« The Bank of England is long subprime! | Main | What we've got here is a failure to communicate »

What crisis?... Oh, yeah. That crisis.

Well, the Bank of England may be optimistic, but no one else is; the Fed's expanded the TAF (which was welcomed) and loosened the criteria on acceptable collateral for the TSLF.

Various datapoints, not all in agreement on this:
The TED spread is improving
Satyajit Das predicts that the crisis could go on for years
(A Credit Suisse paper I received today says the same:

"There appears to be a link between the length of time it takes for bank lending to recover and exposure to problem loans – in 2001, 25% ofloan end-markets were severely impaired and it took one year for lending to recover.
In 1990, the numbers were 48% and two years. This time, 70% of end-markets are
affected, suggesting a workout phase of perhaps three years.; (ii) A negative
feedback loop cannot be ruled out...
Finally (iii), We could see a more volatile economy. Much of the last 30 years has
been characterized by declining household spending/real GDP growth volatility as
financial innovation and the ability to leverage has helped to smooth out the bumps.
With the economy now de-leveraging and financial innovation stalling, the economy
looks more prone to external shocks..."

Or a more optimistic take from John Jansen, who reckons this is the start of the upturn.

Post a comment

(If you haven't left a comment here before, you may need to be approved by the site owner before your comment will appear. Until then, it won't appear on the entry. Thanks for waiting.)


Work to complete:
Your task is to find every line in the records that holds the string "Releases" and copy it.

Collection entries
--------------------------------
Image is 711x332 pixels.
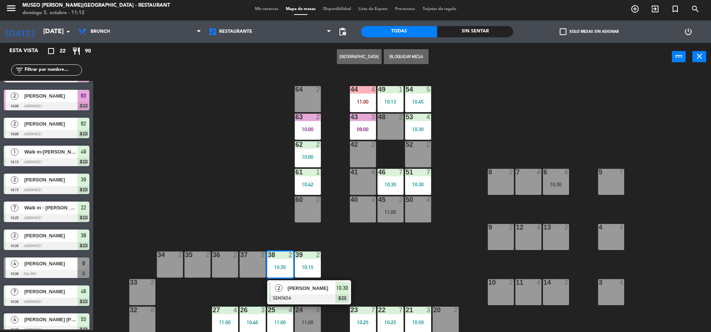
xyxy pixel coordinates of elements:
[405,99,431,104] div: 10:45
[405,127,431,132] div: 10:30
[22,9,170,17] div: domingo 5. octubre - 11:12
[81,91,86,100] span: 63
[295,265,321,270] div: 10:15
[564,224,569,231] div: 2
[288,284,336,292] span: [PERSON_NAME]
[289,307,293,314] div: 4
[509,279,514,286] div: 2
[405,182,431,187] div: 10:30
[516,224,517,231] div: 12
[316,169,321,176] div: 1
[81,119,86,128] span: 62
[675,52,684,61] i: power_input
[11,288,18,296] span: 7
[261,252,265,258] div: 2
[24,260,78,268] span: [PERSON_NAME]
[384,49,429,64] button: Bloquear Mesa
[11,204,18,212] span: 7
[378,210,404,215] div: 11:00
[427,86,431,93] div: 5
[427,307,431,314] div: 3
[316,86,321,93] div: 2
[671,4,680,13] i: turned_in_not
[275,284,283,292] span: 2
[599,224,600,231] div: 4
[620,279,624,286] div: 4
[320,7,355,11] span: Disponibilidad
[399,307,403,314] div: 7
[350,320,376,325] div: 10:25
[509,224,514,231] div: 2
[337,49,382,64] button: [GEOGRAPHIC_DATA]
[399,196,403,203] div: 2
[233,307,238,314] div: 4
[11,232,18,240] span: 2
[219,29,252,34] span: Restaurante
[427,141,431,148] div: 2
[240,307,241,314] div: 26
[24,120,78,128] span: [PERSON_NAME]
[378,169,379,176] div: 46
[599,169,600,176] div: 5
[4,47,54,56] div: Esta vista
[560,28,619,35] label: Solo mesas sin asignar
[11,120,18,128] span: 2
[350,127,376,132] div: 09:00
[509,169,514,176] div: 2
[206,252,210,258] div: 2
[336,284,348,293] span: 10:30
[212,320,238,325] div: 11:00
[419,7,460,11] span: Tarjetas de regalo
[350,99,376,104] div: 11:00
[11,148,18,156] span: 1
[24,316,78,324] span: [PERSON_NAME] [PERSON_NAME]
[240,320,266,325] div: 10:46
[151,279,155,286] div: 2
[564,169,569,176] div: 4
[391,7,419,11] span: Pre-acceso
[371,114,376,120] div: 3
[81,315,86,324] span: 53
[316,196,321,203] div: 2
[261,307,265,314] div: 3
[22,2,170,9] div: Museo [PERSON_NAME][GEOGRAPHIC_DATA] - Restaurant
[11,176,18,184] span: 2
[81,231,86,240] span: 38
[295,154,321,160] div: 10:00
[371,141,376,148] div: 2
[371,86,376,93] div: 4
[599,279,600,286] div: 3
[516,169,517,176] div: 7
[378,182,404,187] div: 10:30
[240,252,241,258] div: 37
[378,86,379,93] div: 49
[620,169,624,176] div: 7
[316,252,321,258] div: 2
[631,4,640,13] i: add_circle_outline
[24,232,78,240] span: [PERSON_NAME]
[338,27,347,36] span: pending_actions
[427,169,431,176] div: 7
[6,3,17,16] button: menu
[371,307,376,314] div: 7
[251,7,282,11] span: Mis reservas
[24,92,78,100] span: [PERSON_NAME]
--------------------------------
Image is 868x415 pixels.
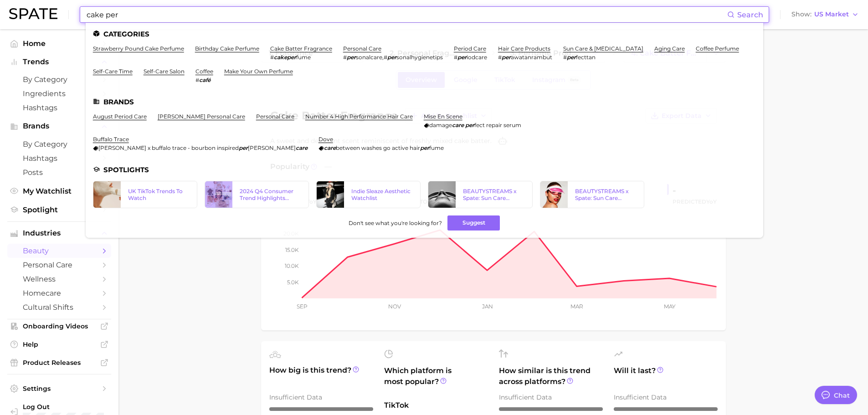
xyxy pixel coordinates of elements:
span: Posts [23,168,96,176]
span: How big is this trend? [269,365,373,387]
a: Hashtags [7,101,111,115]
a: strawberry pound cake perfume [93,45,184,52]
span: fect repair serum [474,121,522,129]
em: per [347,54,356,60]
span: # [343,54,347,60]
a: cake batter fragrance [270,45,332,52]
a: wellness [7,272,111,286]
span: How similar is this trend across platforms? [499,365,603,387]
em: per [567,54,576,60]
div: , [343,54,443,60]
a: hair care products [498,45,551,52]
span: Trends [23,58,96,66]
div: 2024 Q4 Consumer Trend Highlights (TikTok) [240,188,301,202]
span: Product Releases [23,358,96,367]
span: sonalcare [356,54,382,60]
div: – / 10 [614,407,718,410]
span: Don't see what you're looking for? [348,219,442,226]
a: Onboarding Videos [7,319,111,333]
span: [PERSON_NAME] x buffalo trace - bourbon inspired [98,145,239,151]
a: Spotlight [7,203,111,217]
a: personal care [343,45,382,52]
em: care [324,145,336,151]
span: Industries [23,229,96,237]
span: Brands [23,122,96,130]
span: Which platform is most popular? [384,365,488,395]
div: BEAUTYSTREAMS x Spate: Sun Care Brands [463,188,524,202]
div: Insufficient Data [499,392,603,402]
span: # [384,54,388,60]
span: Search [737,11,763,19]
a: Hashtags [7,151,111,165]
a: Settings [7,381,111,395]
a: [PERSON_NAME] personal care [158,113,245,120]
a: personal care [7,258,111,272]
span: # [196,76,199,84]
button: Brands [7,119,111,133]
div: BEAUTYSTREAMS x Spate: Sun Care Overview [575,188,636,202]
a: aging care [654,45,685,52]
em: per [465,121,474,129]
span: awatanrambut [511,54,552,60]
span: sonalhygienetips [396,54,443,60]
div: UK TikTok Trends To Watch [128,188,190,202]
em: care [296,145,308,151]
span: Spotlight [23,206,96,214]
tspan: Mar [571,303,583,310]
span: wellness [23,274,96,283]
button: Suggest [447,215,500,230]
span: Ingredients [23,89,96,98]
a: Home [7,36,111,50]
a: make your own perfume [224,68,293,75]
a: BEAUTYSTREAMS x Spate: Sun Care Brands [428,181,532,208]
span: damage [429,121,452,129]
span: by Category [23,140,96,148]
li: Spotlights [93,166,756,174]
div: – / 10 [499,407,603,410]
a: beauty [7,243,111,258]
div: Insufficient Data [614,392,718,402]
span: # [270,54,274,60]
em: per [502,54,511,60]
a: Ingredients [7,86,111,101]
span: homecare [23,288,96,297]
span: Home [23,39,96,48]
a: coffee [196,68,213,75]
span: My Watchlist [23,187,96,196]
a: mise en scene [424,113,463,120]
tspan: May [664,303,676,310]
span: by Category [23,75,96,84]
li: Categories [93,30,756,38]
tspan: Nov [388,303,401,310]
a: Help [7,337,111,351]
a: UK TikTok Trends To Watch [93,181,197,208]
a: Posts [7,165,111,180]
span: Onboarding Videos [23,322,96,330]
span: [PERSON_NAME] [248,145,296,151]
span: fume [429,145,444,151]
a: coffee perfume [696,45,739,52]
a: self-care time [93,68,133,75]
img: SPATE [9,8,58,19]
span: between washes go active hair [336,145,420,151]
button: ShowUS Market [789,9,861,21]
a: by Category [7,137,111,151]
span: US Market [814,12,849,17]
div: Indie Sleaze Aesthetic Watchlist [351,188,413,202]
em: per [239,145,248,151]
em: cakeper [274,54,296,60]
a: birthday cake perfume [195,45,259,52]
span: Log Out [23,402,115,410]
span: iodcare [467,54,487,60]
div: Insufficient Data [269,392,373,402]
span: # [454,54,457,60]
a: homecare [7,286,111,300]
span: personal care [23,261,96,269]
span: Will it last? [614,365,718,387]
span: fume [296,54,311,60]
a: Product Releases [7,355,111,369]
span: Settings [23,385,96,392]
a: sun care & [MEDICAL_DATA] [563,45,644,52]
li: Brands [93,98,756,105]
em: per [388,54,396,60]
--------------------------------
Exercise solution:
span: Product Releases [23,358,96,367]
a: Product Releases [7,355,111,369]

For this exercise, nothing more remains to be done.